Skolem’s Paradox

submited by
Style Pass
2025-01-24 18:00:12

Skolem's Paradox involves a seeming conflict between two theorems from classical logic. The Löwenheim-Skolem theorem says that if a first-order theory has infinite models, then it has models whose domains are only countable. Cantor's theorem says that some sets are uncountable. Skolem's Paradox arises when we notice that the basic principles of Cantorian set theory—i.e., the very principles used to prove Cantor's theorem on the existence of uncountable sets—can themselves be formulated as a collection of first-order sentences. How can the very principles which prove the existence of uncountable sets be satisfied by a model which is itself only countable?

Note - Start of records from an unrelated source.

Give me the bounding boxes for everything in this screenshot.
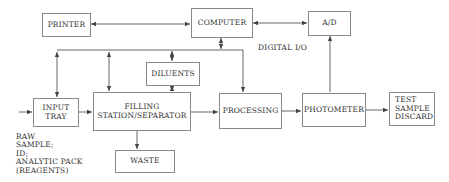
diluents-label: DILUENTS <box>151 70 195 79</box>
discard-label: TEST SAMPLE DISCARD <box>395 96 433 122</box>
ad-converter-block: A/D <box>308 11 351 36</box>
printer-label: PRINTER <box>48 21 86 30</box>
system-block-diagram: PRINTER COMPUTER A/D DIGITAL I/O DILUENT… <box>0 0 449 182</box>
waste-label: WASTE <box>130 157 159 166</box>
computer-block: COMPUTER <box>191 8 253 38</box>
input-tray-label: INPUT TRAY <box>43 104 70 121</box>
filling-station-separator-block: FILLING STATION/SEPARATOR <box>93 92 191 131</box>
printer-block: PRINTER <box>42 13 91 37</box>
waste-block: WASTE <box>115 150 175 173</box>
processing-label: PROCESSING <box>223 107 279 116</box>
diluents-block: DILUENTS <box>146 62 200 86</box>
raw-sample-input-label: RAW SAMPLE; ID; ANALYTIC PACK (REAGENTS) <box>16 133 83 175</box>
computer-label: COMPUTER <box>198 19 247 28</box>
filling-label: FILLING STATION/SEPARATOR <box>97 103 186 120</box>
input-tray-block: INPUT TRAY <box>33 98 79 127</box>
digital-io-label: DIGITAL I/O <box>258 44 307 52</box>
photometer-block: PHOTOMETER <box>302 93 366 127</box>
processing-block: PROCESSING <box>219 93 282 129</box>
photometer-label: PHOTOMETER <box>304 106 364 115</box>
ad-label: A/D <box>322 19 337 28</box>
test-sample-discard-block: TEST SAMPLE DISCARD <box>389 92 435 126</box>
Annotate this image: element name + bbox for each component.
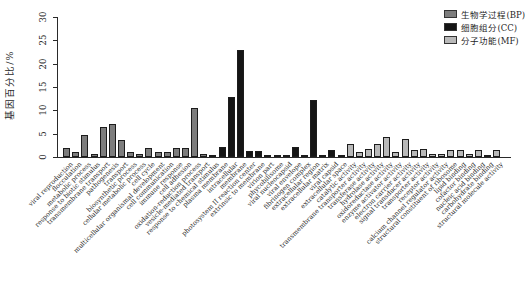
- bar-nucleic-acid-binding: [475, 150, 482, 157]
- legend-label-bp: 生物学过程(BP): [461, 8, 525, 20]
- bar-cellular-metabolic-process: [136, 154, 143, 157]
- bar-transporter-activity: [420, 149, 427, 157]
- bar-metabolic-process: [81, 135, 88, 157]
- y-tick-mark: [53, 40, 57, 41]
- bar-electron-carrier-activity: [402, 139, 409, 157]
- bar-extracellular-region: [310, 100, 317, 157]
- bar-cell-cycle: [145, 148, 152, 157]
- bar-viral-envelope: [292, 147, 299, 157]
- bar-cofactor-binding: [466, 154, 473, 157]
- bar-extrinsic-to-membrane: [255, 151, 262, 157]
- bar-oxidoreductase-activity: [383, 137, 390, 157]
- y-tick-label: 10: [38, 102, 48, 118]
- y-axis-line: [57, 17, 58, 158]
- bar-viral-nucleocapsid: [283, 155, 290, 157]
- bar-virion-part: [264, 155, 271, 157]
- bar-cell-communication: [164, 152, 171, 157]
- y-tick-mark: [53, 157, 57, 158]
- bar-cell-adhesion: [182, 148, 189, 157]
- bar-phycobilisome: [274, 155, 281, 157]
- bar-multicellular-organismal-development: [155, 152, 162, 157]
- bar-viral-reproduction: [63, 148, 70, 157]
- bar-viral-capsid: [328, 150, 335, 157]
- bar-extracellular-space: [338, 155, 345, 157]
- y-tick-mark: [53, 110, 57, 111]
- x-axis-line: [57, 157, 511, 158]
- bar-pathogenesis: [109, 124, 116, 157]
- legend-swatch-cc: [444, 23, 457, 31]
- bar-vesicle-mediated-transport: [200, 154, 207, 157]
- bar-immune-response: [173, 148, 180, 157]
- bar-structural-constituent-of-ribosome: [447, 150, 454, 157]
- legend-label-cc: 细胞组分(CC): [461, 21, 517, 33]
- legend-item-bp: 生物学过程(BP): [444, 8, 525, 19]
- y-tick-label: 5: [38, 126, 48, 142]
- bar-catalytic-activity: [347, 144, 354, 157]
- y-tick-label: 20: [38, 56, 48, 72]
- bar-photosystem-ii-reaction-center: [246, 151, 253, 157]
- bar-structural-molecule-activity: [493, 150, 500, 157]
- bar-biosynthetic-process: [127, 152, 134, 157]
- y-tick-label: 15: [38, 79, 48, 95]
- y-tick-mark: [53, 17, 57, 18]
- y-tick-label: 0: [38, 149, 48, 165]
- go-annotation-bar-chart: 基因百分比/% 051015202530 viral reproductionf…: [0, 0, 531, 296]
- bar-transferase-activity: [365, 149, 372, 157]
- bar-fibrinogen-complex: [301, 155, 308, 157]
- bar-transport: [118, 140, 125, 157]
- bar-plasma-membrane: [219, 147, 226, 157]
- bar-membrane: [237, 50, 244, 157]
- bar-response-to-chemical-stimulus: [209, 155, 216, 157]
- bar-extracellular-matrix: [319, 155, 326, 157]
- bar-transmembrane-transport: [100, 127, 107, 157]
- y-tick-mark: [53, 87, 57, 88]
- bar-receptor-activity: [429, 154, 436, 157]
- bar-signal-transducer-activity: [411, 150, 418, 157]
- legend-swatch-mf: [444, 36, 457, 44]
- bar-calcium-channel-regulator-activity: [438, 154, 445, 157]
- y-tick-label: 25: [38, 32, 48, 48]
- legend-item-mf: 分子功能(MF): [444, 34, 525, 45]
- y-tick-label: 30: [38, 9, 48, 25]
- y-axis-title: 基因百分比/%: [2, 50, 16, 120]
- bar-hydrolase-activity: [374, 144, 381, 157]
- bar-carbohydrate-binding: [484, 155, 491, 157]
- bar-flocculation: [72, 152, 79, 157]
- y-tick-mark: [53, 134, 57, 135]
- bar-enzyme-activator-activity: [392, 152, 399, 157]
- legend: 生物学过程(BP) 细胞组分(CC) 分子功能(MF): [444, 8, 525, 47]
- bar-intracellular: [228, 97, 235, 157]
- bar-transmembrane-transporter-activity: [356, 152, 363, 157]
- bar-oxidation-reduction-process: [191, 108, 198, 157]
- legend-item-cc: 细胞组分(CC): [444, 21, 525, 32]
- legend-swatch-bp: [444, 10, 457, 18]
- bar-lipid-binding: [457, 150, 464, 157]
- legend-label-mf: 分子功能(MF): [461, 34, 518, 46]
- bar-response-to-biotic-stimulus: [91, 154, 98, 157]
- y-tick-mark: [53, 64, 57, 65]
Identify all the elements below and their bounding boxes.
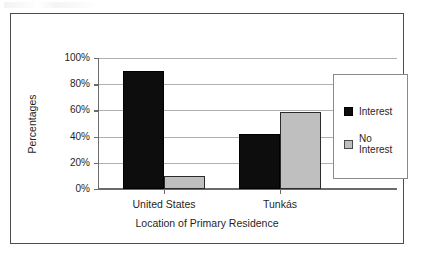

How can a countable model satisfy the first-order sentence which says that there are uncountably many mathematical objects—e.g., uncountably many real numbers?

Philosophical discussion of this paradox has tended to focus on three main questions. First, there's a purely mathematical question: why doesn't Skolem's Paradox introduce an outright contradiction into set theory? Second, there's a historical question. Skolem himself gave a pretty good explanation as to why Skolem's Paradox doesn't constitute a straightforward mathematical contradiction; why, then, did Skolem and his contemporaries continue to find the paradox so philosophically troubling? Finally there's a purely philosophical question: what, if anything, does Skolem's Paradox tell us about our understanding of set theory and/or about the semantics of set-theoretic language?